Deploy Book workflow

Deploy Book workflow#

The Deploy Book Workflow is a GitHub Reuseable Action which takes all versions of your TeachBooks and shared it online. The Deploy Book Workflow works for any book created with the Jupyter Books and/or TeachBooks.

The Deploy Book Workflow is by default incorporated into any book that has been created using the TeachBooks Template. We also strongly encourage anyone to consider this tool as an alternative to the “standard” workflow provided by Jupyter Book because of it’s additional features.

The workflow call-deploy-book.yml calls the deploy-book.yml workflow, which builds a Jupyter Book at the calling repository for all branches, and deploys them via GitHub Pages. It is currently configured to create a Jupyter Book using the TeachBooks Python package (i.e., teachbooks build book), although this may be adapted in the future to make it easier to use in other applications (e.g., to build books with other software or any static website in general).

The workflow allows you to:

The linked pages described those activities in more detail.

Contribute#

This tool’s repository is stored on GitHub. The README.md of the branch manual_docs is also part of this TeachBooks manual as a submodule. If you’d like to contribute, you can create a fork and open a pull request on the GitHub repository. To update the README.md shown in the TeachBooks manual, create a fork and open a merge request for the GitHub repository of the manual. If you intent to clone the manual including its submodules, clone using: git clone --recurse-submodulesgit@github.com:TeachBooks/manual.git.
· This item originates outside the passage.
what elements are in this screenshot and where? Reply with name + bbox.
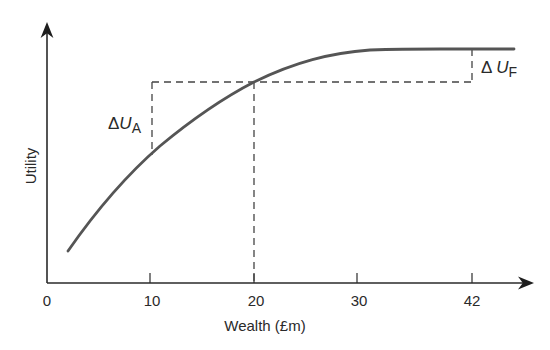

To test changes to the deploy book workflow do the following:

  1. Create a fork of the repository and make a commit to deploy-book.yml

  2. Using a book repository (e.g., a book created from the TeachBooks Template), edit the call-deploy-book..yml file such that TeachBooks/deploy-book-workflow/.github/workflows/deploy-book.yml@main is replaced with the repository and branch path to your modified file deploy-book.yml

  3. Make a commit in the book repository that triggers the workflow and confirm that the job runs successfully.

Future improvements to the DBW may address the ability for a user to specify additional aspects of the build process, for example, the Python version or the specific book build commands (e.g., teachbooks build or jupyter-book build). If this is something that interests you, please create an Issue in the repository (perhaps with “feature request” in the title).